Analysts weigh in on recent Toronto market developments

Industry observers have their say amid latest numbers showing blistering rates of growth in the Toronto housing market

Analysts weigh in on recent Toronto market developments
Fresh numbers on the Toronto real estate sector painted a picture of a market on overdrive, with the latest edition of the Teranet-National Bank Composite House Price Index showing that home prices in the city increased by 20.9 per cent year-over-year in January, and the Canadian Real Estate Association (CREA) stating that average home resale prices in Toronto saw a 22.6 per cent annual increase last month.

BMO Capital Markets chief economist Doug Porter issued a strong warning in the wake of these figures.

“Let's drop the pretense. The Toronto housing market - and the many cities surrounding it - are in a housing bubble,” Porter wrote in a research note last week. “Toronto and any city that is remotely within commuting distance are overheating, and perhaps dangerously so.”
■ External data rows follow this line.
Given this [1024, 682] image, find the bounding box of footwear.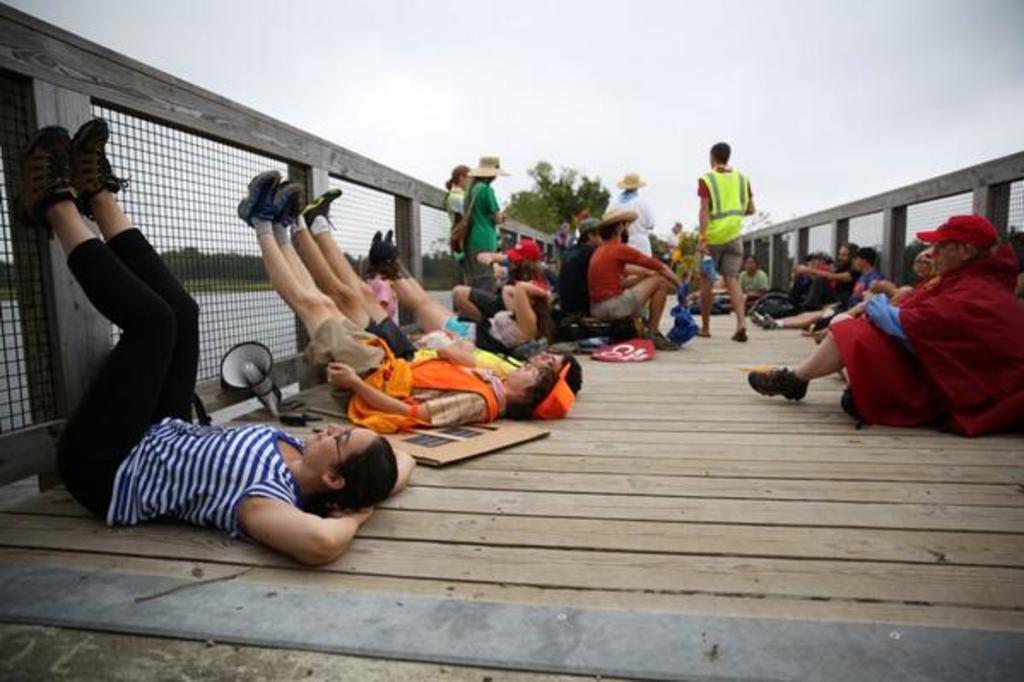
(x1=833, y1=385, x2=856, y2=429).
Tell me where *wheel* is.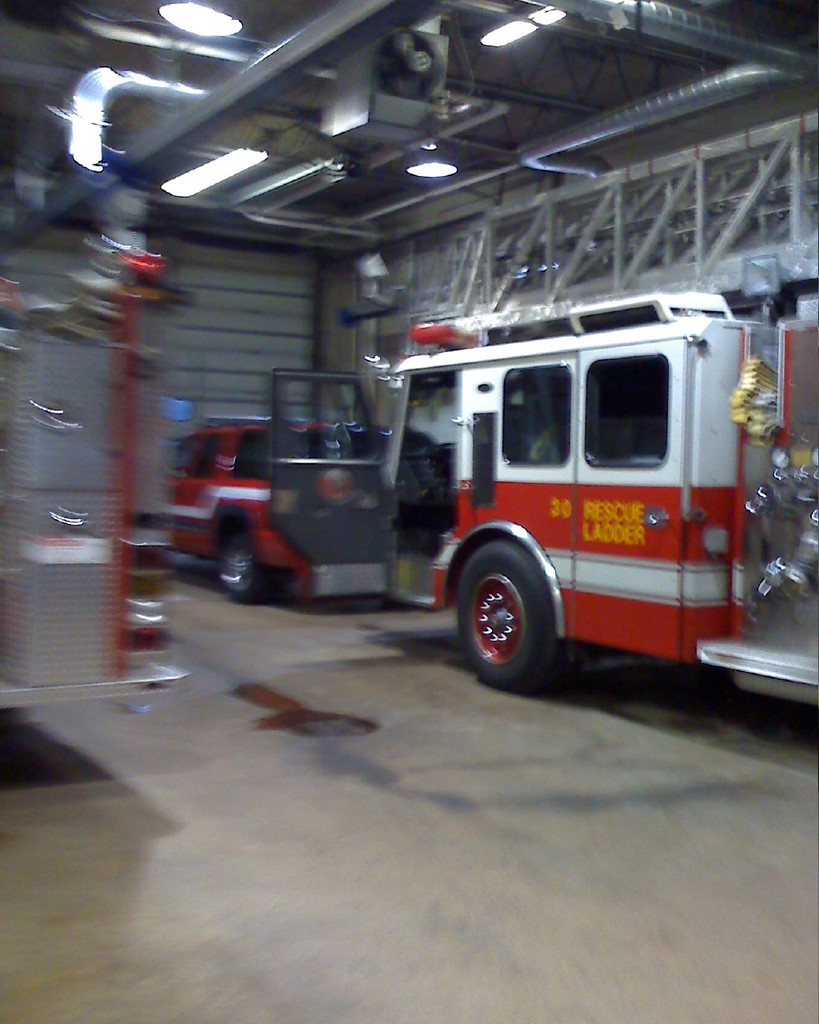
*wheel* is at l=218, t=530, r=272, b=597.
“A random sample of homes that sold this month alone shows a median selling price of 25 per cent over asking, with not one staying on the market longer than eight days. Even pigs are flying in this hurricane of a market,” the economist added recently, as quoted by The Globe and Mail.

Meanwhile, Capital Economics senior Canada economist David Madani noted that contrary to the assumptions underlying recent federal-level changes to mortgage rules, Toronto Real Estate Board numbers revealed that younger buyers aren’t to blame for Toronto’s consistent price growth.

“[First-time] home buyers aren’t the ones driving the biggest gains in Toronto house prices, based on the simple logic that they simply don’t have high enough incomes to afford them, by any mortgage lenders' standard,” Madani said.

“Existing homeowners, by leveraging their considerable housing equity to buy newer, bigger or more beautiful homes, are the primary driving force now boosting house prices in Toronto,” he added. “If that’s the case, then it also stands to reason that there cannot be a major shortage of houses for people to live in.”